1949. In March, a box-like piece of furniture, big, was carried into the library and “installed” by a pig-nosed, heavyset man dressed in a pair of immaculate, white overalls. “Now this here contraption, Mr. Shurtliff, is your antenna. It controls your reception, and what you want is the best reception you can get, so if you’ll just stand by me here with the antenna, I’ll show you how to work it for your best results. Now these two steel rods, you want to be sensitive to the way you wing them out so they’ll coordinate with your getting yourself your best picture…. That’s right…. Slant that right rod up straighter a mite more. Good…I can see you’re sensitive to the coordination. It’s a knack. Some have it, some don’t. You do. Good…Call me if you develop a problem. I doubt you will. You’ve got the best set money can buy.” Then the man departed, leaving behind in their lives, to their wonder, television.
South Pacific opened on Broadway, and suddenly everybody was singing “Some Enchanted Evening,” and “Younger Than Springtime,” and “I’m Gonna Wash That Man Right Outa My Hair” (the twins’ favorite).
Toward the year’s end (two years after Mrs. Leigh’s death), Doctor Leigh turned up at Morgan’s office and told Morgan he had a “situation” on his hands. Imogene Truffant. (Ah.) “She works in administration at the clinic,” Doctor Leigh said. “Some fool from the clinic, I’ve never found out who, ferried her out to Hatherton for Mrs. Leigh’s funeral, then had the gall to take her back to my house after the church service. I mention this because it’s possible you met her at that time.”
Morgan, silent, nodded. In his mind was a clear image o
f Imogene Truffant’s blowsy presence, a clear memory of how she’d cast a predator’s eye on the Leighs’ fine house and possessively cooed into his and Lucy Blackett’s ears Doctor Leigh’s name—“Douglas.”

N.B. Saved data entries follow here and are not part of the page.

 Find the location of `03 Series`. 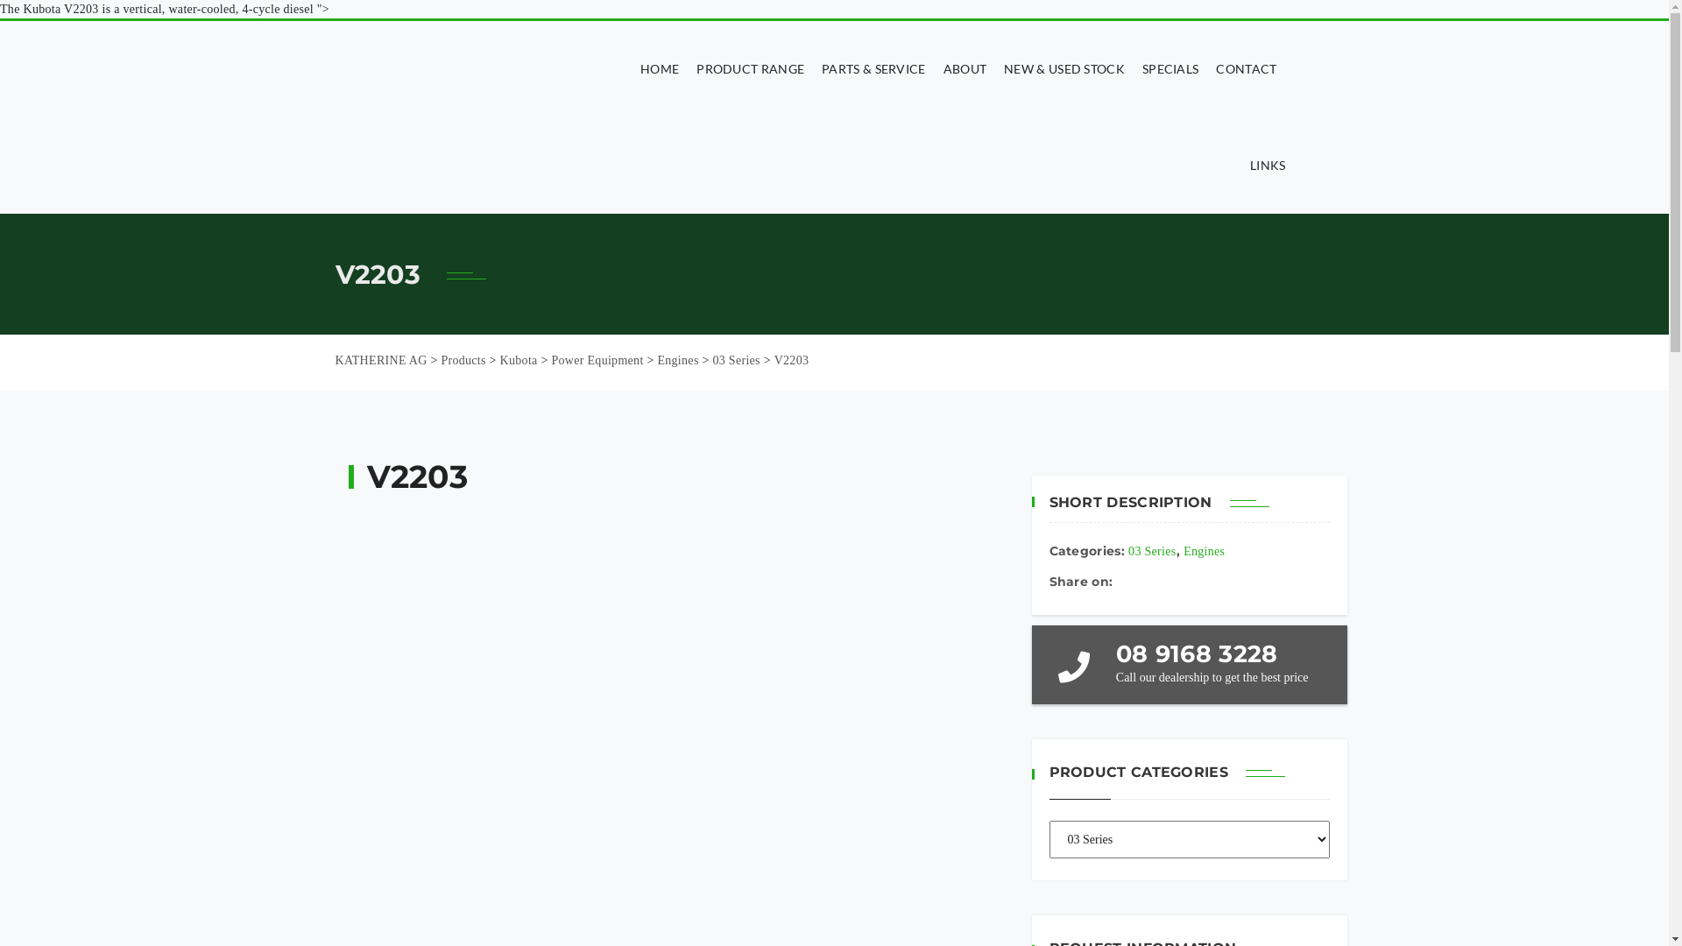

03 Series is located at coordinates (736, 361).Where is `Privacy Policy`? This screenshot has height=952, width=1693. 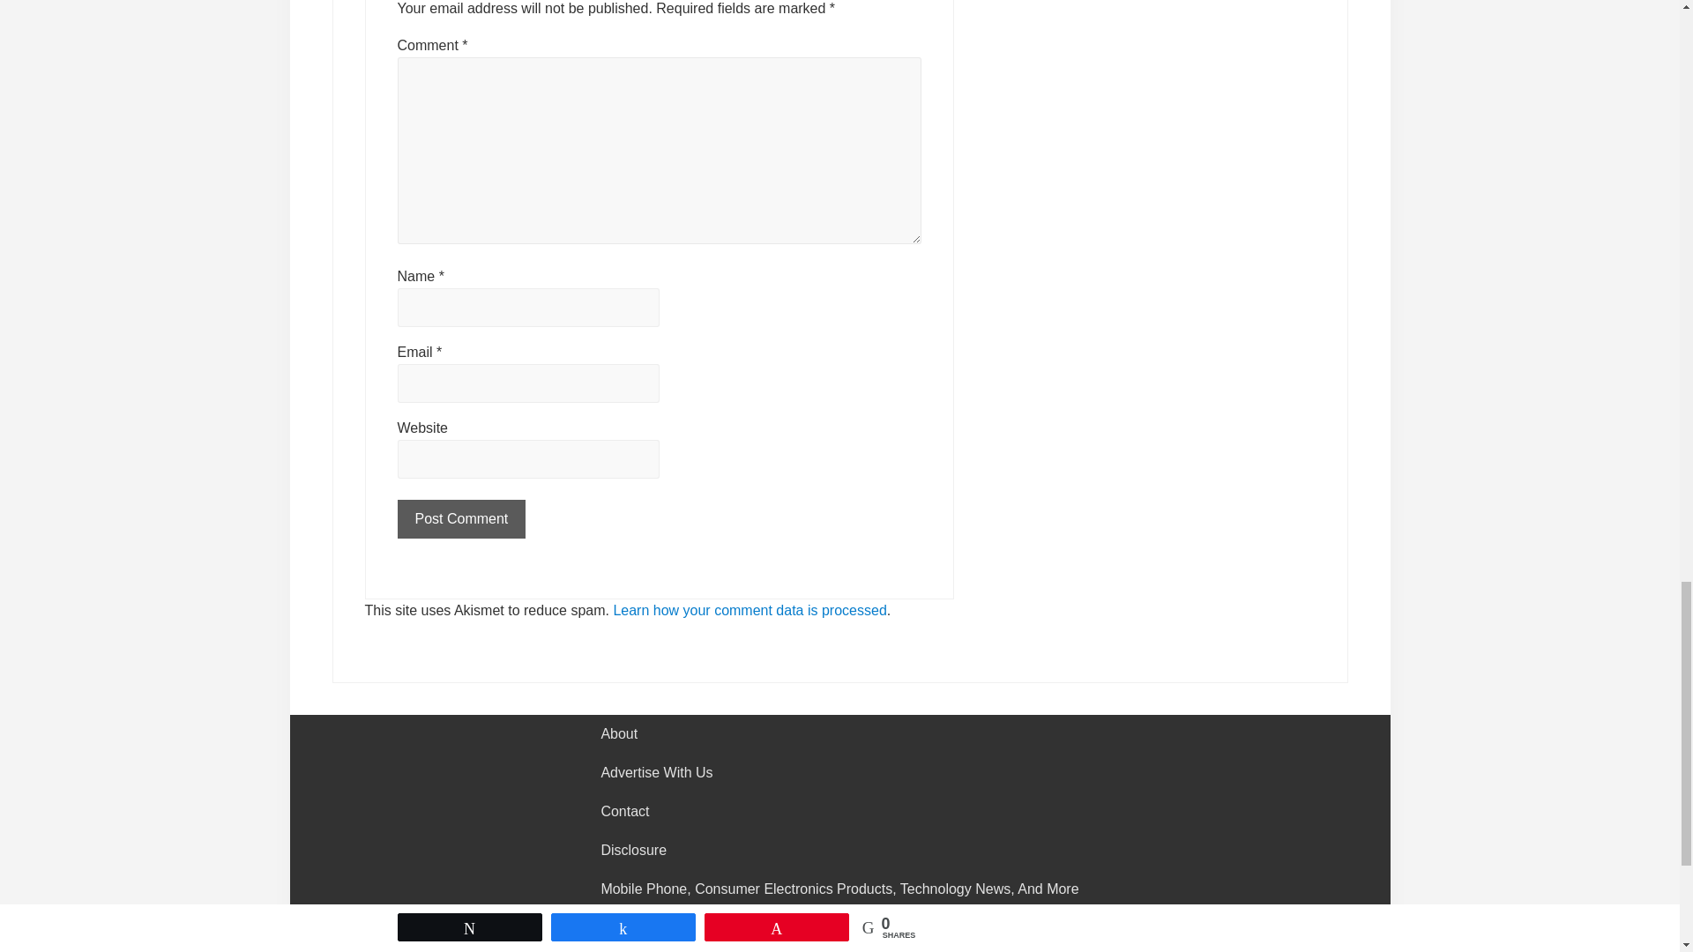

“She’s threatening to sue me,” Doctor Leigh ploughed on. “A kind of breach-of-promise suit.” Well, yes, (he answered Morgan’s question), for quite some time prior to Mrs. Leigh’s death, he had indulged himself with Imogene Truffant, an indulgence he now regretted, but in the circumstance of what he referred to as—“the sexual abstinence forced on me by Mrs. Leigh’s long mental illness”—the indulgence seemed to him—“understandable.” An error, true: “But man-to-man, Morgan, an understandable error.” And what about after Mrs. Leigh’s death?…Well, yes. Afterwards, too, the indulgence had continued: “A habit, Morgan, purely of convenience.”